Sunday, January 31, 2021

Nine pieces of literature that explore the dark side of girlhood

Alison Wisdom's new novel We Can Only Save Ourselves "follows the disappearance and radicalization of one 'perfect' teenage girl, told from the perspective of the town she left behind."

At Electric Lit, Wisdom tagged nine pieces of literature that explore the dark side of girlhood, including:
Girls on Fire by Robin Wasserman

The girls in this book are scary and funny, loyal and devious, and together they are, as Wasserman promises in the feverish prologue, radioactive. Like Lydia Lee, Hannah is a nobody at her high school; unlike Lydia, she attracts the attention of a cool girl, Lacey, who is as edgy as Hannah is bland—but Lacey brings out a sharpness, a fire in Hannah. She introduces Hannah to Kurt Cobain and the fun of rebellion, and they bond over their mutual hatred of the beautiful and cruel Nikki, whose boyfriend Craig killed himself a year earlier. These four are connected to each other in surprising ways I won’t reveal, but I’ll say that among them Wasserman creates an incendiary tension that feels real and dangerous, culminating in an ending that really, truly shocked me and made me text my sister to tell her to read this immediately. Relationships between teenage girls are fraught, complicated, in some cases guided almost equally by love and pettiness, passion and jealousy, and Wasserman makes the friendship between Hannah and Lacey both tender and frightening.
Read about another entries on the list.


#### Task to carry out
All entries must be transcribed exactly, down to the last character.

(Record set begins)

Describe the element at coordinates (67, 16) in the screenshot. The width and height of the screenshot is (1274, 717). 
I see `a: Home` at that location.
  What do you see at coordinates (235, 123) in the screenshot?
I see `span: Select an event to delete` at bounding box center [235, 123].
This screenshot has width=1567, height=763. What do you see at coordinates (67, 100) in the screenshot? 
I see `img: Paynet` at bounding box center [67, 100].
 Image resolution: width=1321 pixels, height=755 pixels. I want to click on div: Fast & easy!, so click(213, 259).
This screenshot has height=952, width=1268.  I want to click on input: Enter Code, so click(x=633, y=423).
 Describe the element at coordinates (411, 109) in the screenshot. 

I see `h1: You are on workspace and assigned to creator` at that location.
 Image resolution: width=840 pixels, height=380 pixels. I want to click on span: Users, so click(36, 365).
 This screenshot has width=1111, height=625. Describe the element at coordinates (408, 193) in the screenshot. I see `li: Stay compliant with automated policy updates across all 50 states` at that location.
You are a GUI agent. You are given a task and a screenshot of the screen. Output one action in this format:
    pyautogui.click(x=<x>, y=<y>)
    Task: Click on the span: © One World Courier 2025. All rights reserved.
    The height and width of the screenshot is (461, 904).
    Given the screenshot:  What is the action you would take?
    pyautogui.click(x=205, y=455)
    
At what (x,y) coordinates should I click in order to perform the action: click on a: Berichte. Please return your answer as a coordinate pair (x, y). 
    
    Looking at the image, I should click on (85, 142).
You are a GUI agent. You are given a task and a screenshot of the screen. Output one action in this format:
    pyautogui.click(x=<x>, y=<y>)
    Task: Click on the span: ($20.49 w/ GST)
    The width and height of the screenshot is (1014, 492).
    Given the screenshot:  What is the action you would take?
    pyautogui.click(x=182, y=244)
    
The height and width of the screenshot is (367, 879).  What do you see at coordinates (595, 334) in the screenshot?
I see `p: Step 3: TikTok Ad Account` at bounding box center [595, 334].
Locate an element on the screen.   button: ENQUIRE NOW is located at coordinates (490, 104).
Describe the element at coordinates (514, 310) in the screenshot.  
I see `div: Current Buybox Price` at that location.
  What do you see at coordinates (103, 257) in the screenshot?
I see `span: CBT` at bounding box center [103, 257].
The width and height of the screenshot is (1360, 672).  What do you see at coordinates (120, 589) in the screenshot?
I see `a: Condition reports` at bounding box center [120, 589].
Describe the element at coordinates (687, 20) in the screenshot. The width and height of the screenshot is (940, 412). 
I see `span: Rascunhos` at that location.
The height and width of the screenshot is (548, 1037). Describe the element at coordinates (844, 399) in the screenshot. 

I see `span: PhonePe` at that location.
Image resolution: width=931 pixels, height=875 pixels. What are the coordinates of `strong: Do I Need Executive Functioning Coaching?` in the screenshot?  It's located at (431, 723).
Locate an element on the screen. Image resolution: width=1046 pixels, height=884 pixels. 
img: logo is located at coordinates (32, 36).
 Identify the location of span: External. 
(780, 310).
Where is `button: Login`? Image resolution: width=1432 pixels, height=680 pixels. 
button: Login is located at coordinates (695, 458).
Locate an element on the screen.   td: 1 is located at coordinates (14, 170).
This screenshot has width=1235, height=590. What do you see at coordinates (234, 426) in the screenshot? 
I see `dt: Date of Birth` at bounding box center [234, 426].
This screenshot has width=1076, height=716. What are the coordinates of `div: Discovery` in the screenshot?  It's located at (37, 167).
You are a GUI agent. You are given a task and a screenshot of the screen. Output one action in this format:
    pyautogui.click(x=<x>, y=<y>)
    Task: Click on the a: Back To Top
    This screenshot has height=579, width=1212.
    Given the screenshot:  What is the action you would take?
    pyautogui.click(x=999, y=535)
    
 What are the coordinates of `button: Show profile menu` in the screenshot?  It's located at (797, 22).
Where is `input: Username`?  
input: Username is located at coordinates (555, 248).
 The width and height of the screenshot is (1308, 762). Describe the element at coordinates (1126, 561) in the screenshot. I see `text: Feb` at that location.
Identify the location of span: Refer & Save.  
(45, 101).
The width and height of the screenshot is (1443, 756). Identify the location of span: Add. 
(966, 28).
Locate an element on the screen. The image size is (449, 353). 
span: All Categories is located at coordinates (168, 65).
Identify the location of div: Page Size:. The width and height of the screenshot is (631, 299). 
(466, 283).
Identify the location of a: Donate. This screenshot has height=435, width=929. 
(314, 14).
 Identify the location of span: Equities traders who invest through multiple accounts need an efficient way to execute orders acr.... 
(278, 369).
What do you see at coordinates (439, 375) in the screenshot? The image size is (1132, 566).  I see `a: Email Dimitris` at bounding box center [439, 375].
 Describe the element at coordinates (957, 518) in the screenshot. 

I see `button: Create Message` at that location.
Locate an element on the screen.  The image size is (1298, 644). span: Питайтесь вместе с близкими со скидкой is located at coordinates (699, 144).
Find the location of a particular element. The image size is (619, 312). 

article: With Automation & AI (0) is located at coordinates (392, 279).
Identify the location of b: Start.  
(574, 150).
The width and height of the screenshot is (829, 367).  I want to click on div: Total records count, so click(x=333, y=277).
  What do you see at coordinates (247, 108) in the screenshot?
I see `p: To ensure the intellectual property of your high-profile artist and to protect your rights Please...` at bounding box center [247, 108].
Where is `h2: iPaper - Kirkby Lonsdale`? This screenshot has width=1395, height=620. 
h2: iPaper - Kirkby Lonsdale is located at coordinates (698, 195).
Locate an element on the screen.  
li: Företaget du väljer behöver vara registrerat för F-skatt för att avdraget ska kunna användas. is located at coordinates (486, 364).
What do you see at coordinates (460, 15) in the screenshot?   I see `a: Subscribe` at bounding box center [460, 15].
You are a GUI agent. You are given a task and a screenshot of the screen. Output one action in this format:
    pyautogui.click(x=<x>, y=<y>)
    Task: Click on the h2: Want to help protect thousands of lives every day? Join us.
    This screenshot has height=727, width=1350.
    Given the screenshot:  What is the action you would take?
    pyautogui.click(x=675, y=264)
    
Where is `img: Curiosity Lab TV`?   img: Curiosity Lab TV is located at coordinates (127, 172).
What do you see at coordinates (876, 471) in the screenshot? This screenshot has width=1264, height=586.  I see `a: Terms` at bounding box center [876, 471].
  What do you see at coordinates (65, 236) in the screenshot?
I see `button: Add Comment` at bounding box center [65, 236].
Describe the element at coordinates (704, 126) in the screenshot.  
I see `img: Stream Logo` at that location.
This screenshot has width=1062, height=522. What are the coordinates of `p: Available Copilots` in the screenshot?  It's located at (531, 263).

(Record set ends)

#### Response
Describe the element at coordinates (67, 16) in the screenshot. The width and height of the screenshot is (1274, 717). 
I see `a: Home` at that location.
  What do you see at coordinates (235, 123) in the screenshot?
I see `span: Select an event to delete` at bounding box center [235, 123].
This screenshot has width=1567, height=763. What do you see at coordinates (67, 100) in the screenshot? 
I see `img: Paynet` at bounding box center [67, 100].
 Image resolution: width=1321 pixels, height=755 pixels. I want to click on div: Fast & easy!, so click(213, 259).
This screenshot has height=952, width=1268.  I want to click on input: Enter Code, so click(x=633, y=423).
 Describe the element at coordinates (411, 109) in the screenshot. 

I see `h1: You are on workspace and assigned to creator` at that location.
 Image resolution: width=840 pixels, height=380 pixels. I want to click on span: Users, so click(36, 365).
 This screenshot has width=1111, height=625. Describe the element at coordinates (408, 193) in the screenshot. I see `li: Stay compliant with automated policy updates across all 50 states` at that location.
You are a GUI agent. You are given a task and a screenshot of the screen. Output one action in this format:
    pyautogui.click(x=<x>, y=<y>)
    Task: Click on the span: © One World Courier 2025. All rights reserved.
    The height and width of the screenshot is (461, 904).
    Given the screenshot:  What is the action you would take?
    pyautogui.click(x=205, y=455)
    
At what (x,y) coordinates should I click in order to perform the action: click on a: Berichte. Please return your answer as a coordinate pair (x, y). 
    
    Looking at the image, I should click on (85, 142).
You are a GUI agent. You are given a task and a screenshot of the screen. Output one action in this format:
    pyautogui.click(x=<x>, y=<y>)
    Task: Click on the span: ($20.49 w/ GST)
    The width and height of the screenshot is (1014, 492).
    Given the screenshot:  What is the action you would take?
    pyautogui.click(x=182, y=244)
    
The height and width of the screenshot is (367, 879).  What do you see at coordinates (595, 334) in the screenshot?
I see `p: Step 3: TikTok Ad Account` at bounding box center [595, 334].
Locate an element on the screen.   button: ENQUIRE NOW is located at coordinates (490, 104).
Describe the element at coordinates (514, 310) in the screenshot.  
I see `div: Current Buybox Price` at that location.
  What do you see at coordinates (103, 257) in the screenshot?
I see `span: CBT` at bounding box center [103, 257].
The width and height of the screenshot is (1360, 672).  What do you see at coordinates (120, 589) in the screenshot?
I see `a: Condition reports` at bounding box center [120, 589].
Describe the element at coordinates (687, 20) in the screenshot. The width and height of the screenshot is (940, 412). 
I see `span: Rascunhos` at that location.
The height and width of the screenshot is (548, 1037). Describe the element at coordinates (844, 399) in the screenshot. 

I see `span: PhonePe` at that location.
Image resolution: width=931 pixels, height=875 pixels. What are the coordinates of `strong: Do I Need Executive Functioning Coaching?` in the screenshot?  It's located at (431, 723).
Locate an element on the screen. Image resolution: width=1046 pixels, height=884 pixels. 
img: logo is located at coordinates (32, 36).
 Identify the location of span: External. 
(780, 310).
Where is `button: Login`? Image resolution: width=1432 pixels, height=680 pixels. 
button: Login is located at coordinates (695, 458).
Locate an element on the screen.   td: 1 is located at coordinates (14, 170).
This screenshot has width=1235, height=590. What do you see at coordinates (234, 426) in the screenshot? 
I see `dt: Date of Birth` at bounding box center [234, 426].
This screenshot has width=1076, height=716. What are the coordinates of `div: Discovery` in the screenshot?  It's located at (37, 167).
You are a GUI agent. You are given a task and a screenshot of the screen. Output one action in this format:
    pyautogui.click(x=<x>, y=<y>)
    Task: Click on the a: Back To Top
    This screenshot has height=579, width=1212.
    Given the screenshot:  What is the action you would take?
    pyautogui.click(x=999, y=535)
    
 What are the coordinates of `button: Show profile menu` in the screenshot?  It's located at (797, 22).
Where is `input: Username`?  
input: Username is located at coordinates (555, 248).
 The width and height of the screenshot is (1308, 762). Describe the element at coordinates (1126, 561) in the screenshot. I see `text: Feb` at that location.
Identify the location of span: Refer & Save.  
(45, 101).
The width and height of the screenshot is (1443, 756). Identify the location of span: Add. 
(966, 28).
Locate an element on the screen. The image size is (449, 353). 
span: All Categories is located at coordinates (168, 65).
Identify the location of div: Page Size:. The width and height of the screenshot is (631, 299). 
(466, 283).
Identify the location of a: Donate. This screenshot has height=435, width=929. 
(314, 14).
 Identify the location of span: Equities traders who invest through multiple accounts need an efficient way to execute orders acr.... 
(278, 369).
What do you see at coordinates (439, 375) in the screenshot? The image size is (1132, 566).  I see `a: Email Dimitris` at bounding box center [439, 375].
 Describe the element at coordinates (957, 518) in the screenshot. 

I see `button: Create Message` at that location.
Locate an element on the screen.  The image size is (1298, 644). span: Питайтесь вместе с близкими со скидкой is located at coordinates (699, 144).
Find the location of a particular element. The image size is (619, 312). 

article: With Automation & AI (0) is located at coordinates (392, 279).
Identify the location of b: Start.  
(574, 150).
The width and height of the screenshot is (829, 367).  I want to click on div: Total records count, so click(x=333, y=277).
  What do you see at coordinates (247, 108) in the screenshot?
I see `p: To ensure the intellectual property of your high-profile artist and to protect your rights Please...` at bounding box center [247, 108].
Where is `h2: iPaper - Kirkby Lonsdale`? This screenshot has width=1395, height=620. 
h2: iPaper - Kirkby Lonsdale is located at coordinates (698, 195).
Locate an element on the screen.  
li: Företaget du väljer behöver vara registrerat för F-skatt för att avdraget ska kunna användas. is located at coordinates (486, 364).
What do you see at coordinates (460, 15) in the screenshot?   I see `a: Subscribe` at bounding box center [460, 15].
You are a GUI agent. You are given a task and a screenshot of the screen. Output one action in this format:
    pyautogui.click(x=<x>, y=<y>)
    Task: Click on the h2: Want to help protect thousands of lives every day? Join us.
    This screenshot has height=727, width=1350.
    Given the screenshot:  What is the action you would take?
    pyautogui.click(x=675, y=264)
    
Where is `img: Curiosity Lab TV`?   img: Curiosity Lab TV is located at coordinates (127, 172).
What do you see at coordinates (876, 471) in the screenshot? This screenshot has width=1264, height=586.  I see `a: Terms` at bounding box center [876, 471].
  What do you see at coordinates (65, 236) in the screenshot?
I see `button: Add Comment` at bounding box center [65, 236].
Describe the element at coordinates (704, 126) in the screenshot.  
I see `img: Stream Logo` at that location.
This screenshot has width=1062, height=522. What are the coordinates of `p: Available Copilots` in the screenshot?  It's located at (531, 263).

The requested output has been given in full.